Judgment (14 paragraphs)
Solicitors: Adams & Partners, Lawyers (Plaintiff/Applicant) Kreisson Legal Pty Ltd (First Defendant/Respondent) File Number(s): 2017/180712
Judgment
- HIS HONOUR: There is a tendency for litigation to feed on itself. Basten JA commenced his judgment in Nichols v NFS Agribusiness Pty Ltd [2018] NSWCA 84 with that adage. The application I heard yesterday for just over three hours may be a more extreme example.

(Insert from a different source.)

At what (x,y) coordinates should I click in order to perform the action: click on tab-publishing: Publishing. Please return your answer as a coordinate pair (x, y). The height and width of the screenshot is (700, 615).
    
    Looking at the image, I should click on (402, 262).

It is a tendency which courts should at all times be vigilant to guard against.
- The portion of the interlocutory process which was set down yesterday concerned, as between the plaintiff and first defendant, an application by the plaintiff to strike out 17 sub-paragraphs, or portions of sub-paragraphs, in points of defence constituting 345 paragraphs responding to the plaintiff's points of claim, and to seek some 20 particulars of 9 paragraphs of the points of defence and written answers to 8 questions.
- The first component of the application was either entirely, or almost entirely, resolved by the plaintiff's acceptance of a proposal made a week earlier (prior to the motion being set down).
- "Unduly technical and costly disputes about non-essential issues are clearly to be avoided", as French CJ, Kiefel, Bell, Gageler and Keane JJ said in Expense Reduction Analysts Group Pty Ltd v Armstrong Strategic Management and Marketing Pty Ltd (2013) 250 CLR 303; [2013] HCA 46 at [57]. The second component, which occupied the largest portion of the written submissions, and to which much of the evidence was directed, falls within that description. The three-fold purposes of the "just, quick and cheap" resolution of the real issues in the proceedings, mandated by s 56 of the Civil Procedure Act 2005 (NSW), may often be in tension (see for example Halpin v Lumley General Insurance Ltd (2009) 78 NSWLR 265; [2009] NSWCA 372 at [28] and [93]), but not in the present case. This component cannot advance the resolution of any real issue in the litigation, and can only make that resolution more protracted and more expensive than it should be.